The former US president, whose oratory is noted for its rambling, off-the-cuff style but also for its demagoguery, made the claim in an interview with Logan Paul’s podcast in which he lauded AI as “a superpower” but also warned of its potential dangers.
He said the rewritten speech came during a meeting with one of the industry’s “top people”, whom he did not identify.
“I had a speech rewritten by AI out there, one of the top people,” Trump said. “He said, ‘Oh, you’re gonna make a speech? Yeah?’ He goes, click, click, click, and like, 15 seconds later, he shows me my speech that’s written that’s great, so beautifully. I said, ‘I’m gonna use this.’ I’ve never seen anything like it.” Trump did not say at what event he had used the AI-generated speech.
He predicted that AI’s oratorical gifts could sound the death knell for speech writers, long a part of Washington’s political landscape.
“One industry I think that will be gone are these wonderful speechwriters,” he said. I’ve never seen anything like it, and so quickly, a matter of literally minutes, it’s done. It’s a little bit scary.”
Asked what he said to his speech writer, Trump jokingly responded, “You’re fired,” a line associated with The Apprentice, the TV reality show that helped propel his political rise.
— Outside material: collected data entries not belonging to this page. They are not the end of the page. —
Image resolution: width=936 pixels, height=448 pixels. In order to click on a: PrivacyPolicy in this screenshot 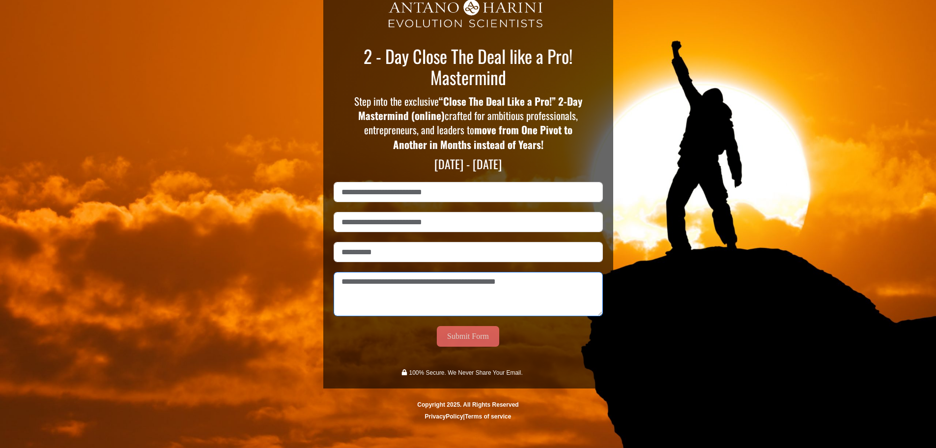, I will do `click(444, 416)`.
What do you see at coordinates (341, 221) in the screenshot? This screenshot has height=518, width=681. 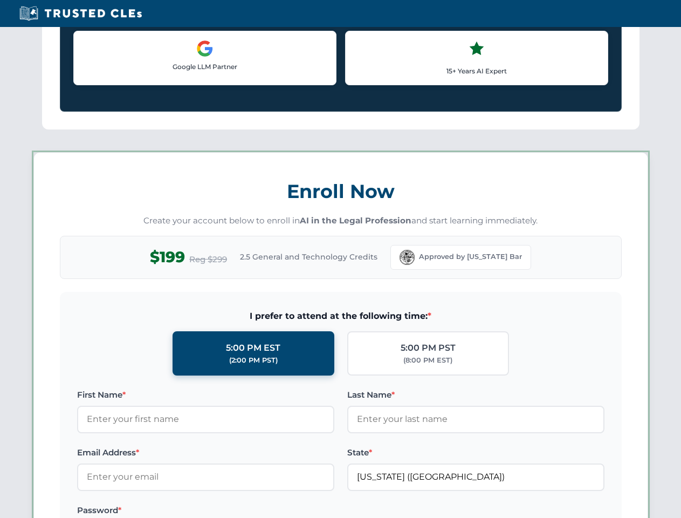 I see `p: Create your account below to enroll in and start learning immediately.` at bounding box center [341, 221].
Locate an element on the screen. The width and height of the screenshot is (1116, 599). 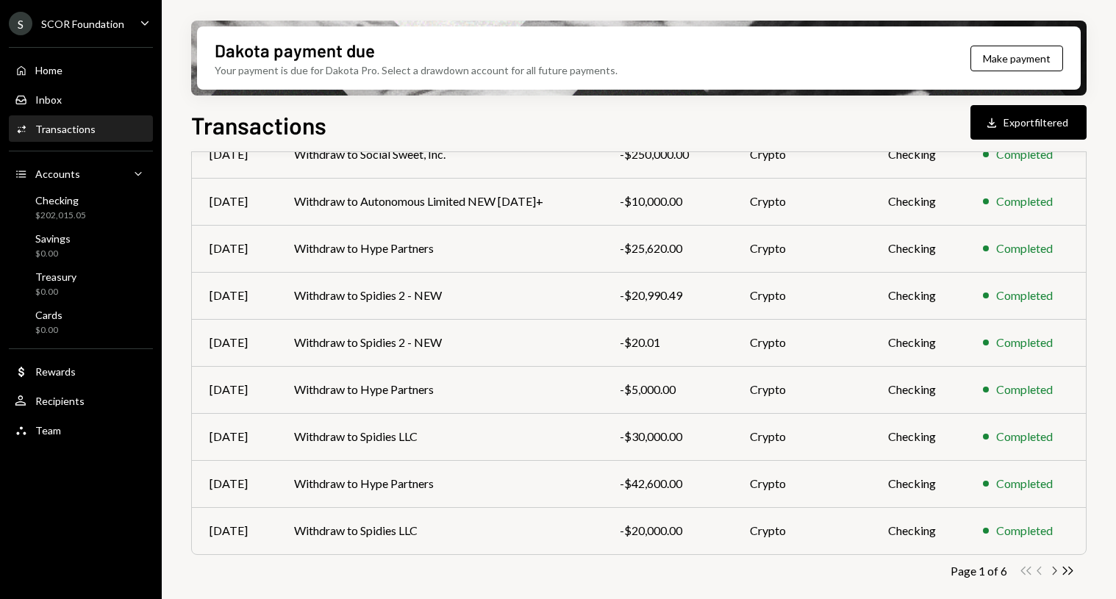
div: Savings is located at coordinates (53, 238).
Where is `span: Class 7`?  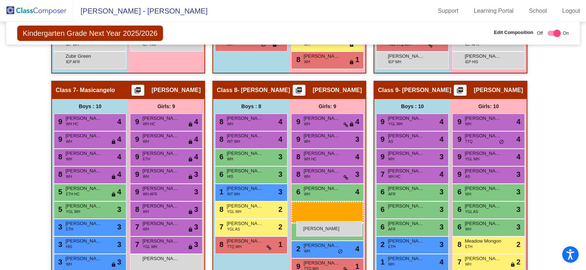
span: Class 7 is located at coordinates (66, 90).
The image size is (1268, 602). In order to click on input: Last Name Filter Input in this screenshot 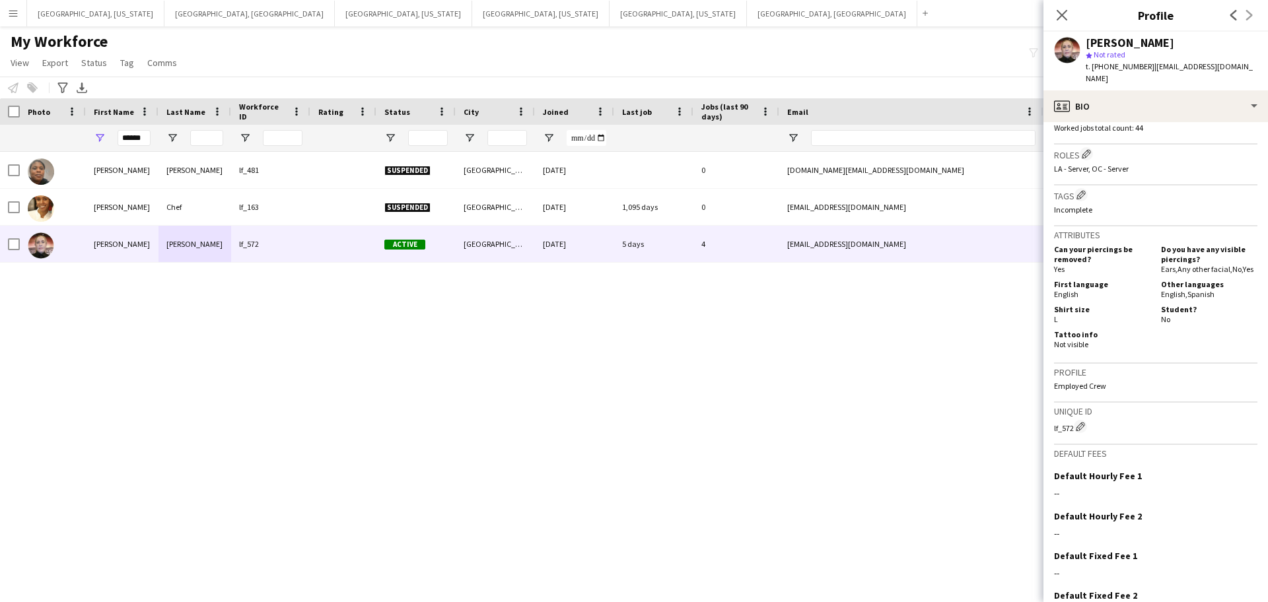, I will do `click(207, 138)`.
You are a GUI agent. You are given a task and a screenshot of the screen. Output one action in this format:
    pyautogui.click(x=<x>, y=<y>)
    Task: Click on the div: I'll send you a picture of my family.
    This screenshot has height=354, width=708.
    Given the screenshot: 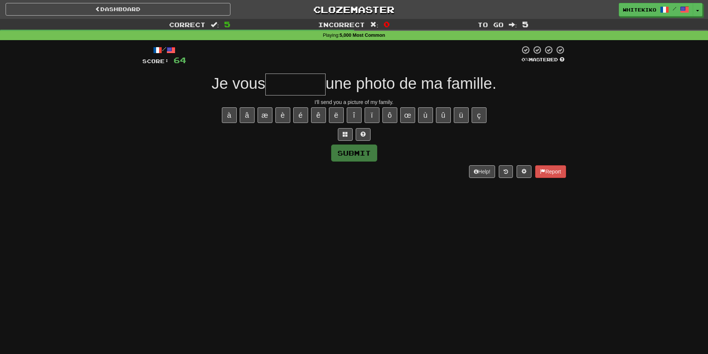 What is the action you would take?
    pyautogui.click(x=354, y=102)
    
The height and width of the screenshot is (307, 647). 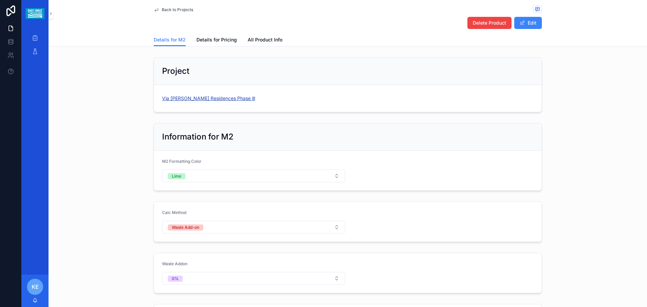 What do you see at coordinates (170, 40) in the screenshot?
I see `span: Details for M2` at bounding box center [170, 40].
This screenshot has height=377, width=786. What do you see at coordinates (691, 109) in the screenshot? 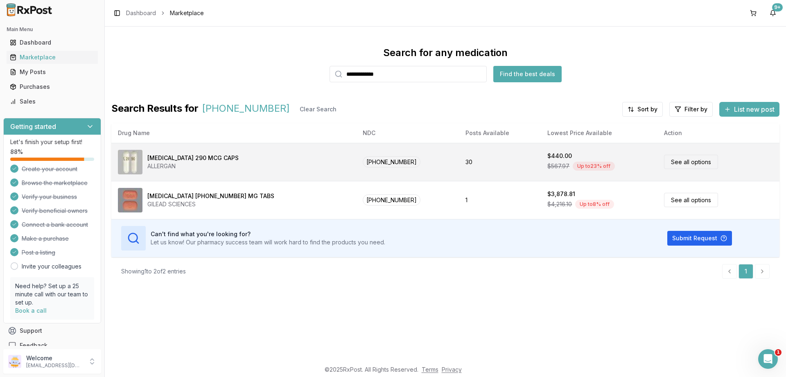
I see `button: Filter by` at bounding box center [691, 109].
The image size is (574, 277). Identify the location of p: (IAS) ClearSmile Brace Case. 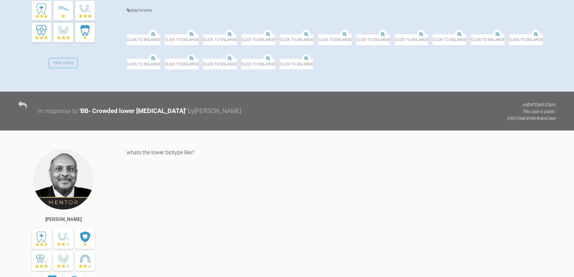
(532, 118).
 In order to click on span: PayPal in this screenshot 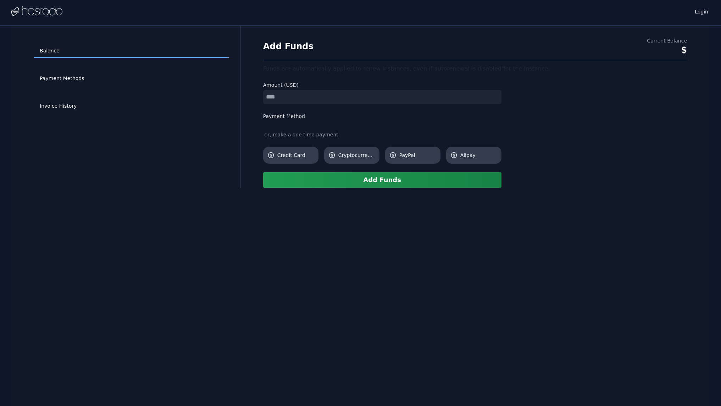, I will do `click(418, 155)`.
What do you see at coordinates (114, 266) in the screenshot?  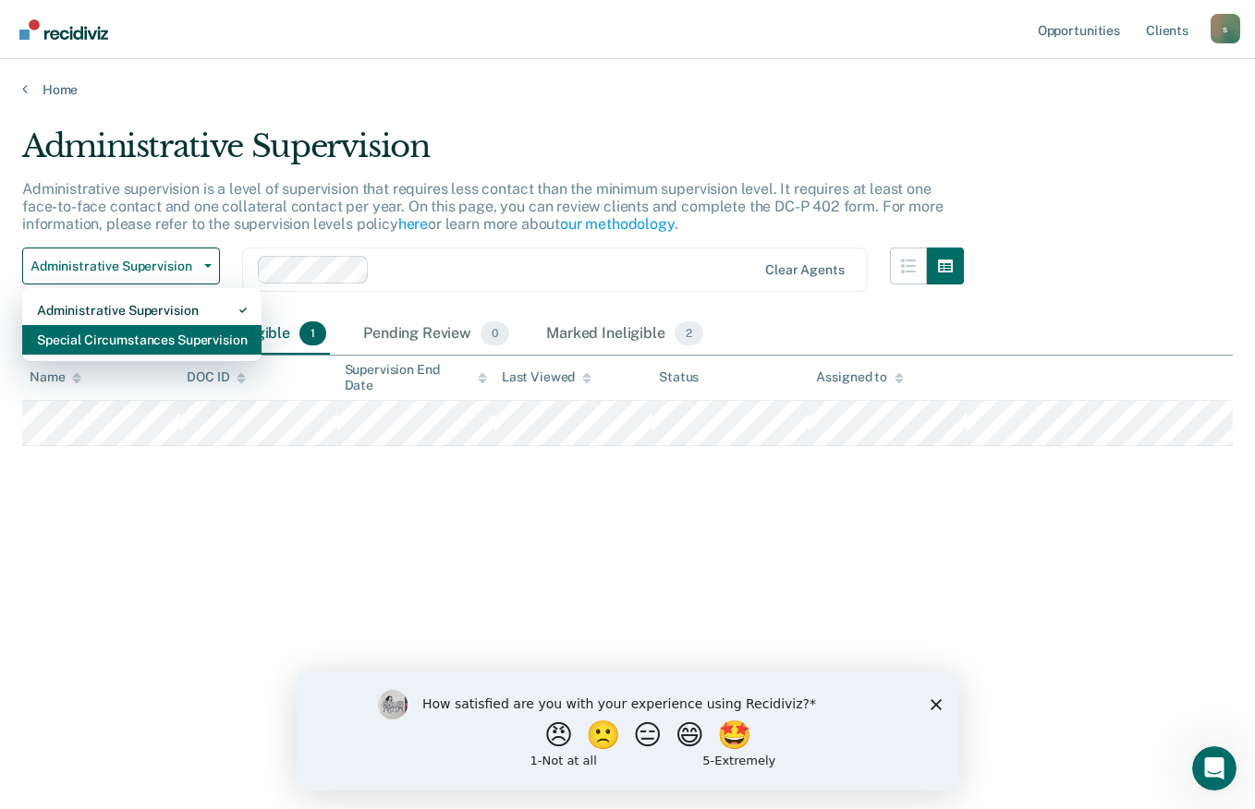 I see `span: Administrative Supervision` at bounding box center [114, 266].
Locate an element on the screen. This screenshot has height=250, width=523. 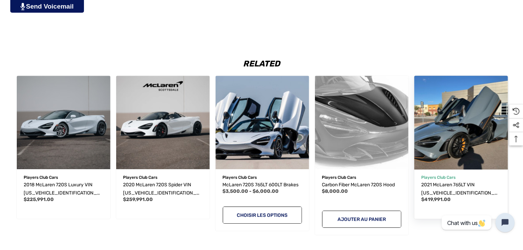
img: For Sale 2021 McLaren 765LT VIN SBM14RCA8MW765615 is located at coordinates (461, 122).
Trump, the Republican presumptive 2024 presidential nominee, also acknowledged that AI had dangers, especially in regard to deepfakes. He warned of an imaginary situation where a faked voice warned a foreign power that a US nuclear attack was being launched, possibly triggering a retaliatory strike.
“If you’re the president of the United States, and you announced that 13 missiles have been sent to, let’s not use the name of a country,” he said. “We have just sent 13 nuclear missiles heading to somewhere, and they will hit their targets in 12 minutes and 59 seconds, and you’re that country.”
He said he had asked the entrepreneur Elon Musk – referring to him by his first name – if Russia or China would be able to identify that the attack warning was fake and was told that they would have to use a code to check its veracity.
“Who the hell’s going to check. You got, like, 12 minutes – let’s check the code,” he said. “So what do they do when they see this? They have maybe a counterattack. It’s so dangerous in that way.”